Editor’s Note: A day after this story aired and was published online, “Nickel Boys” was nominated for two Oscars: Best Adapted Screenplay for RaMell Ross and Joslyn Barnes, and Best Picture.
Director RaMell Ross has a reputation for sharing true stories from unique points of view. His Oscar-nominated 2018 documentary “Hale County This Morning, This Evening” was praised for portraying ordinary events with captivating imagery.
His new film, “Nickel Boys,” is a pioneering feat of storytelling. Based on Colson Whitehead’s 2019 Pulitzer Prize-winning novel, Ross engages audiences by using a first-person perspective for the entire film. Vacillating between the two main characters, we see the world exactly as they see it, and the result is powerful.
“Nickel Boys” is based on the cruel and true events that happened at Florida’s Dozier School for Boys during the time of Jim Crow, and it is a heartbreaking and traumatic story both in print and on the screen.

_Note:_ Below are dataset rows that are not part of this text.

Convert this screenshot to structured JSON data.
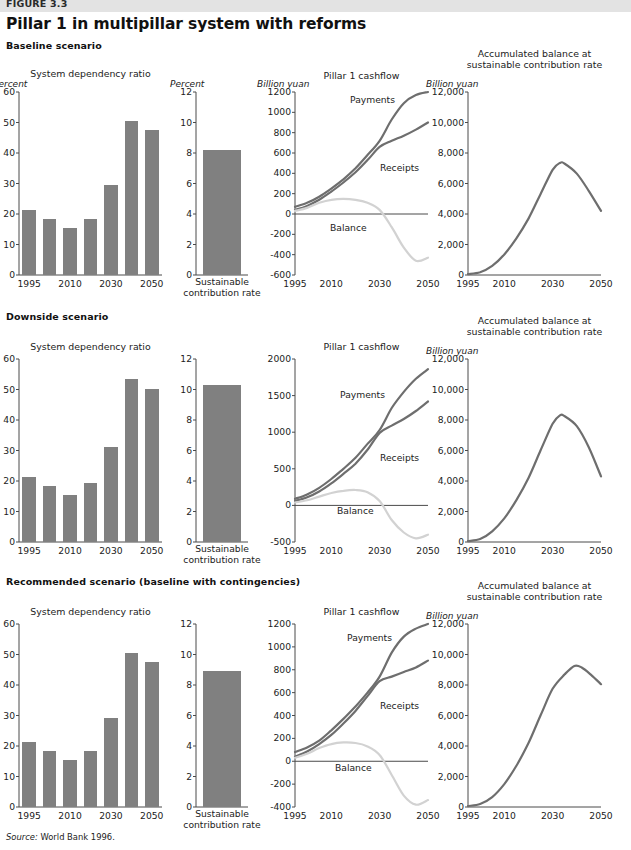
{
  "figure": {
    "number": "FIGURE 3.3",
    "title": "Pillar 1 in multipillar system with reforms",
    "source": "Source: World Bank 1996."
  },
  "colors": {
    "bar": "#808080",
    "line_dark": "#6e6e6e",
    "line_light": "#d2d2d2",
    "axis": "#4a4a4a",
    "band": "#e3e3e3"
  },
  "scenarios": [
    {
      "id": "baseline",
      "label": "Baseline scenario"
    },
    {
      "id": "downside",
      "label": "Downside scenario"
    },
    {
      "id": "recommended",
      "label": "Recommended scenario (baseline with contingencies)"
    }
  ],
  "labels": {
    "dependency_title": "System dependency ratio",
    "contribution_title_line1": "Sustainable",
    "contribution_title_line2": "contribution rate",
    "cashflow_title": "Pillar 1 cashflow",
    "accum_title_line1": "Accumulated balance at",
    "accum_title_line2": "sustainable contribution rate",
    "unit_percent": "Percent",
    "unit_billion": "Billion yuan",
    "series_payments": "Payments",
    "series_receipts": "Receipts",
    "series_balance": "Balance"
  },
  "chart_data": [
    {
      "id": "dep-baseline",
      "type": "bar",
      "title": "System dependency ratio",
      "scenario": "Baseline scenario",
      "ylabel": "Percent",
      "ylim": [
        0,
        60
      ],
      "yticks": [
        0,
        10,
        20,
        30,
        40,
        50,
        60
      ],
      "yticklabels": [
        "0",
        "10",
        "20",
        "30",
        "40",
        "50",
        "60"
      ],
      "x": [
        1995,
        2000,
        2010,
        2020,
        2030,
        2040,
        2050
      ],
      "xticklabels": [
        "1995",
        "2010",
        "2030",
        "2050"
      ],
      "xtickvalues": [
        1995,
        2010,
        2030,
        2050
      ],
      "categories": [
        "1995",
        "2000",
        "2010",
        "2020",
        "2030",
        "2040",
        "2050"
      ],
      "values": [
        21.2,
        18.2,
        15.3,
        18.3,
        29.5,
        50.4,
        47.4
      ],
      "grid": false
    },
    {
      "id": "scr-baseline",
      "type": "bar",
      "title": "Sustainable contribution rate",
      "scenario": "Baseline scenario",
      "ylabel": "Percent",
      "ylim": [
        0,
        12
      ],
      "yticks": [
        0,
        2,
        4,
        6,
        8,
        10,
        12
      ],
      "yticklabels": [
        "0",
        "2",
        "4",
        "6",
        "8",
        "10",
        "12"
      ],
      "categories": [
        "Sustainable contribution rate"
      ],
      "values": [
        8.2
      ],
      "grid": false
    },
    {
      "id": "cash-baseline",
      "type": "line",
      "title": "Pillar 1 cashflow",
      "scenario": "Baseline scenario",
      "ylabel": "Billion yuan",
      "ylim": [
        -600,
        1200
      ],
      "yticks": [
        -600,
        -400,
        -200,
        0,
        200,
        400,
        600,
        800,
        1000,
        1200
      ],
      "yticklabels": [
        "-600",
        "-400",
        "-200",
        "0",
        "200",
        "400",
        "600",
        "800",
        "1000",
        "1200"
      ],
      "xlim": [
        1995,
        2050
      ],
      "xtickvalues": [
        1995,
        2010,
        2030,
        2050
      ],
      "xticklabels": [
        "1995",
        "2010",
        "2030",
        "2050"
      ],
      "x": [
        1995,
        2000,
        2005,
        2010,
        2015,
        2020,
        2025,
        2030,
        2035,
        2040,
        2045,
        2050
      ],
      "series": [
        {
          "name": "Payments",
          "color": "#6e6e6e",
          "values": [
            70,
            110,
            170,
            250,
            340,
            450,
            580,
            720,
            930,
            1090,
            1170,
            1200
          ]
        },
        {
          "name": "Receipts",
          "color": "#6e6e6e",
          "values": [
            40,
            80,
            140,
            220,
            310,
            410,
            530,
            660,
            720,
            770,
            830,
            900
          ]
        },
        {
          "name": "Balance",
          "color": "#d2d2d2",
          "values": [
            30,
            60,
            110,
            140,
            150,
            140,
            110,
            40,
            -130,
            -330,
            -460,
            -430
          ]
        }
      ],
      "grid": false
    },
    {
      "id": "accum-baseline",
      "type": "line",
      "title": "Accumulated balance at sustainable contribution rate",
      "scenario": "Baseline scenario",
      "ylabel": "Billion yuan",
      "ylim": [
        0,
        12000
      ],
      "yticks": [
        0,
        2000,
        4000,
        6000,
        8000,
        10000,
        12000
      ],
      "yticklabels": [
        "0",
        "2,000",
        "4,000",
        "6,000",
        "8,000",
        "10,000",
        "12,000"
      ],
      "xlim": [
        1995,
        2050
      ],
      "xtickvalues": [
        1995,
        2010,
        2030,
        2050
      ],
      "xticklabels": [
        "1995",
        "2010",
        "2030",
        "2050"
      ],
      "x": [
        1995,
        2000,
        2005,
        2010,
        2015,
        2020,
        2025,
        2030,
        2033,
        2035,
        2040,
        2045,
        2050
      ],
      "series": [
        {
          "name": "Accumulated balance",
          "color": "#6e6e6e",
          "values": [
            60,
            180,
            600,
            1350,
            2400,
            3700,
            5300,
            6900,
            7350,
            7300,
            6650,
            5500,
            4200
          ]
        }
      ],
      "grid": false
    },
    {
      "id": "dep-downside",
      "type": "bar",
      "title": "System dependency ratio",
      "scenario": "Downside scenario",
      "ylabel": "Percent",
      "ylim": [
        0,
        60
      ],
      "yticks": [
        0,
        10,
        20,
        30,
        40,
        50,
        60
      ],
      "yticklabels": [
        "0",
        "10",
        "20",
        "30",
        "40",
        "50",
        "60"
      ],
      "categories": [
        "1995",
        "2000",
        "2010",
        "2020",
        "2030",
        "2040",
        "2050"
      ],
      "xtickvalues": [
        1995,
        2010,
        2030,
        2050
      ],
      "xticklabels": [
        "1995",
        "2010",
        "2030",
        "2050"
      ],
      "values": [
        21.3,
        18.3,
        15.4,
        19.4,
        31.3,
        53.3,
        50.3
      ],
      "grid": false
    },
    {
      "id": "scr-downside",
      "type": "bar",
      "title": "Sustainable contribution rate",
      "scenario": "Downside scenario",
      "ylabel": "Percent",
      "ylim": [
        0,
        12
      ],
      "yticks": [
        0,
        2,
        4,
        6,
        8,
        10,
        12
      ],
      "yticklabels": [
        "0",
        "2",
        "4",
        "6",
        "8",
        "10",
        "12"
      ],
      "categories": [
        "Sustainable contribution rate"
      ],
      "values": [
        10.3
      ],
      "grid": false
    },
    {
      "id": "cash-downside",
      "type": "line",
      "title": "Pillar 1 cashflow",
      "scenario": "Downside scenario",
      "ylabel": "Billion yuan",
      "ylim": [
        -500,
        2000
      ],
      "yticks": [
        -500,
        0,
        500,
        1000,
        1500,
        2000
      ],
      "yticklabels": [
        "-500",
        "0",
        "500",
        "1000",
        "1500",
        "2000"
      ],
      "xlim": [
        1995,
        2050
      ],
      "xtickvalues": [
        1995,
        2010,
        2030,
        2050
      ],
      "xticklabels": [
        "1995",
        "2010",
        "2030",
        "2050"
      ],
      "x": [
        1995,
        2000,
        2005,
        2010,
        2015,
        2020,
        2025,
        2030,
        2035,
        2040,
        2045,
        2050
      ],
      "series": [
        {
          "name": "Payments",
          "color": "#6e6e6e",
          "values": [
            90,
            150,
            240,
            360,
            500,
            650,
            840,
            1030,
            1330,
            1550,
            1730,
            1860
          ]
        },
        {
          "name": "Receipts",
          "color": "#6e6e6e",
          "values": [
            60,
            110,
            190,
            300,
            430,
            570,
            760,
            990,
            1090,
            1180,
            1290,
            1420
          ]
        },
        {
          "name": "Balance",
          "color": "#d2d2d2",
          "values": [
            40,
            70,
            120,
            170,
            200,
            210,
            180,
            60,
            -200,
            -370,
            -450,
            -400
          ]
        }
      ],
      "grid": false
    },
    {
      "id": "accum-downside",
      "type": "line",
      "title": "Accumulated balance at sustainable contribution rate",
      "scenario": "Downside scenario",
      "ylabel": "Billion yuan",
      "ylim": [
        0,
        12000
      ],
      "yticks": [
        0,
        2000,
        4000,
        6000,
        8000,
        10000,
        12000
      ],
      "yticklabels": [
        "0",
        "2,000",
        "4,000",
        "6,000",
        "8,000",
        "10,000",
        "12,000"
      ],
      "xlim": [
        1995,
        2050
      ],
      "xtickvalues": [
        1995,
        2010,
        2030,
        2050
      ],
      "xticklabels": [
        "1995",
        "2010",
        "2030",
        "2050"
      ],
      "x": [
        1995,
        2000,
        2005,
        2010,
        2015,
        2020,
        2025,
        2030,
        2033,
        2035,
        2040,
        2045,
        2050
      ],
      "series": [
        {
          "name": "Accumulated balance",
          "color": "#6e6e6e",
          "values": [
            60,
            200,
            700,
            1550,
            2750,
            4200,
            6000,
            7750,
            8300,
            8250,
            7600,
            6200,
            4300
          ]
        }
      ],
      "grid": false
    },
    {
      "id": "dep-recommended",
      "type": "bar",
      "title": "System dependency ratio",
      "scenario": "Recommended scenario (baseline with contingencies)",
      "ylabel": "Percent",
      "ylim": [
        0,
        60
      ],
      "yticks": [
        0,
        10,
        20,
        30,
        40,
        50,
        60
      ],
      "yticklabels": [
        "0",
        "10",
        "20",
        "30",
        "40",
        "50",
        "60"
      ],
      "categories": [
        "1995",
        "2000",
        "2010",
        "2020",
        "2030",
        "2040",
        "2050"
      ],
      "xtickvalues": [
        1995,
        2010,
        2030,
        2050
      ],
      "xticklabels": [
        "1995",
        "2010",
        "2030",
        "2050"
      ],
      "values": [
        21.2,
        18.2,
        15.3,
        18.3,
        29.3,
        50.4,
        47.4
      ],
      "grid": false
    },
    {
      "id": "scr-recommended",
      "type": "bar",
      "title": "Sustainable contribution rate",
      "scenario": "Recommended scenario (baseline with contingencies)",
      "ylabel": "Percent",
      "ylim": [
        0,
        12
      ],
      "yticks": [
        0,
        2,
        4,
        6,
        8,
        10,
        12
      ],
      "yticklabels": [
        "0",
        "2",
        "4",
        "6",
        "8",
        "10",
        "12"
      ],
      "categories": [
        "Sustainable contribution rate"
      ],
      "values": [
        8.95
      ],
      "grid": false
    },
    {
      "id": "cash-recommended",
      "type": "line",
      "title": "Pillar 1 cashflow",
      "scenario": "Recommended scenario (baseline with contingencies)",
      "ylabel": "Billion yuan",
      "ylim": [
        -400,
        1200
      ],
      "yticks": [
        -400,
        -200,
        0,
        200,
        400,
        600,
        800,
        1000,
        1200
      ],
      "yticklabels": [
        "-400",
        "-200",
        "0",
        "200",
        "400",
        "600",
        "800",
        "1000",
        "1200"
      ],
      "xlim": [
        1995,
        2050
      ],
      "xtickvalues": [
        1995,
        2010,
        2030,
        2050
      ],
      "xticklabels": [
        "1995",
        "2010",
        "2030",
        "2050"
      ],
      "x": [
        1995,
        2000,
        2005,
        2010,
        2015,
        2020,
        2025,
        2030,
        2035,
        2040,
        2045,
        2050
      ],
      "series": [
        {
          "name": "Payments",
          "color": "#6e6e6e",
          "values": [
            80,
            120,
            180,
            270,
            370,
            480,
            600,
            740,
            950,
            1090,
            1160,
            1200
          ]
        },
        {
          "name": "Receipts",
          "color": "#6e6e6e",
          "values": [
            40,
            85,
            150,
            230,
            330,
            440,
            570,
            700,
            740,
            780,
            820,
            880
          ]
        },
        {
          "name": "Balance",
          "color": "#d2d2d2",
          "values": [
            30,
            65,
            115,
            150,
            165,
            160,
            130,
            55,
            -120,
            -300,
            -380,
            -340
          ]
        }
      ],
      "grid": false
    },
    {
      "id": "accum-recommended",
      "type": "line",
      "title": "Accumulated balance at sustainable contribution rate",
      "scenario": "Recommended scenario (baseline with contingencies)",
      "ylabel": "Billion yuan",
      "ylim": [
        0,
        12000
      ],
      "yticks": [
        0,
        2000,
        4000,
        6000,
        8000,
        10000,
        12000
      ],
      "yticklabels": [
        "0",
        "2,000",
        "4,000",
        "6,000",
        "8,000",
        "10,000",
        "12,000"
      ],
      "xlim": [
        1995,
        2050
      ],
      "xtickvalues": [
        1995,
        2010,
        2030,
        2050
      ],
      "xticklabels": [
        "1995",
        "2010",
        "2030",
        "2050"
      ],
      "x": [
        1995,
        2000,
        2005,
        2010,
        2015,
        2020,
        2025,
        2030,
        2035,
        2039,
        2042,
        2046,
        2050
      ],
      "series": [
        {
          "name": "Accumulated balance",
          "color": "#6e6e6e",
          "values": [
            60,
            200,
            650,
            1500,
            2700,
            4200,
            6000,
            7750,
            8700,
            9250,
            9150,
            8650,
            8050
          ]
        }
      ],
      "grid": false
    }
  ]
}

When “City Lights” managing producer Kim Drobes recently spoke with director and co-screenplay writer RaMell Ross, he explained the unusual way that he tends to discuss the film.
“The way a story is told is as important as the story itself,” Ross explained. By attaching the camera to the characters’ point of view, the audience experiences their world directly, creating an unprecedented sense of empathy. “It’s about using the camera as an extension of consciousness,” he added. Ross calls this point of view a “sentient perspective.”